Barcena had heard Alvarez, 25, was a construction worker and thought she might hire him. Alvarez told her he had no money or a place to stay.
"I asked him, 'Why don't you have a place to live?' " Barcena recalled. "He said, 'My wife and I are separated. I got involved in drugs, cocaine.' "
Alvarez told her he had been in drug rehabilitation for six weeks, and said he doubted that his wife would take him back. In December, a judge issued a restraining order that kept Alvarez away from his wife, his stepdaughter and the couple's 3-year-old son.
Barcena told him that he needed to " 'prove to her and yourself that you can do it'…. He was very honest with me, and that's the reason why I liked him."
She offered to let him stay in a duplex she owned around the corner from her home in exchange for making some repairs.
In the days before the crash, Barcena drove by the duplex where Alvarez was staying and noticed that his Jeep was parked in the same spot.

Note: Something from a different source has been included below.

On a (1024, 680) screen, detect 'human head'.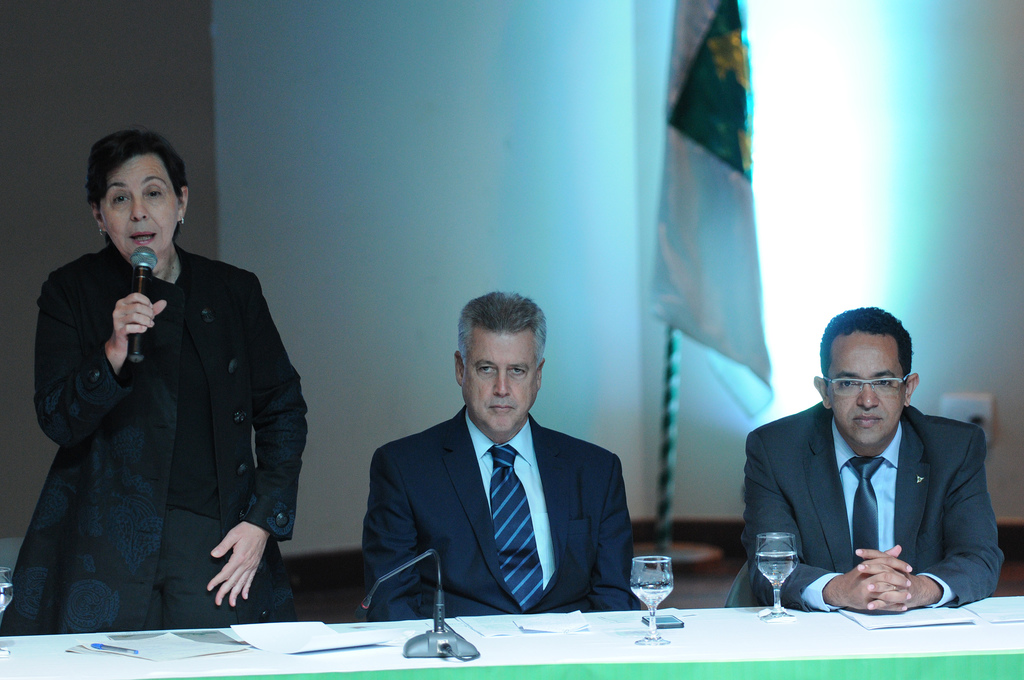
box(77, 121, 207, 244).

"Three days without leaving. Not working. Not eating. He was depressed," she said. "If I would have known, I would have stayed with him. I would have held his hand. I would have prayed with him. I would have not left him alone. That's my remorse. But I didn't know."
Moans awakened Barcena on Wednesday morning and she found Alvarez on her doorstep, bleeding and calling her name.
At least one of his wrists was cut, Barcena said. Alvarez's torso was cut in a long slice from his chest to his navel. In his hand was a 4-inch scissors blade.
He didn't smell of alcohol, she said.
Alvarez asked to use the phone, Barcena said, and she ran inside to get her cordless phone. When she returned to the front door, Alvarez had dragged himself 40 feet to a parking lot and was on his back.
Barcena brought him the phone and Alvarez called a cousin, Beto.
"I heard him say: 'Tell Gloria and my children that I love them,' " she said, " 'that I didn't mean to hurt them.' "
Barcena took the phone and called 911.
"I'm 52 years old and I have seen a lot of children in this life," Barcena said. "I think he was just troubled. He was alone. He didn't mean to cause what he caused. He was trying to commit suicide and he kills innocent people. He didn't plan it. It just happened. Unfortunately, he didn't die."
As the paramedics drove Alvarez to Los Angeles County-USC Medical Center, Barcena went to check the duplex where he was staying. Below a broken kitchen window, Barcena found a Spanish-language Bible.
Barcena believes that Alvarez went to the duplex after the crash, Bible in hand. With his keys somewhere at the crash site, he broke into the duplex.
Inside, Alvarez left a sleeping bag, a blanket and a pillow, a black suitcase on rollers, a candle in a glass with a prayer to the Virgin of Guadalupe and a CD of Mexican ranchero duets.
He had the book "The First Book of the Aztecs," belonging to Garfield High School, which he attended briefly after transferring from Roosevelt High in the late 1990s.
He also had a an English-language Bible. It has a handwritten notation on one of the first pages: Matthew 5: 22-25 — passages that warn of God's judgment against those who lash out in anger.
It reads in part: "Whosoever is angry with his brother without a cause shall be in danger of the judgment."
Inside the Bible were photographs that appeared to be Alvarez in Aztec garb. Police later took a large serape drenched in paint thinner.
"That kid struggled the whole night with whether to commit suicide," Barcena said. "He believed in God. He had the Bible with him there. He had been reading it. My opinion is he was struggling not to kill himself."
Times staff writers Monte Morin, Christine Hanley and Richard Winton contributed to this report.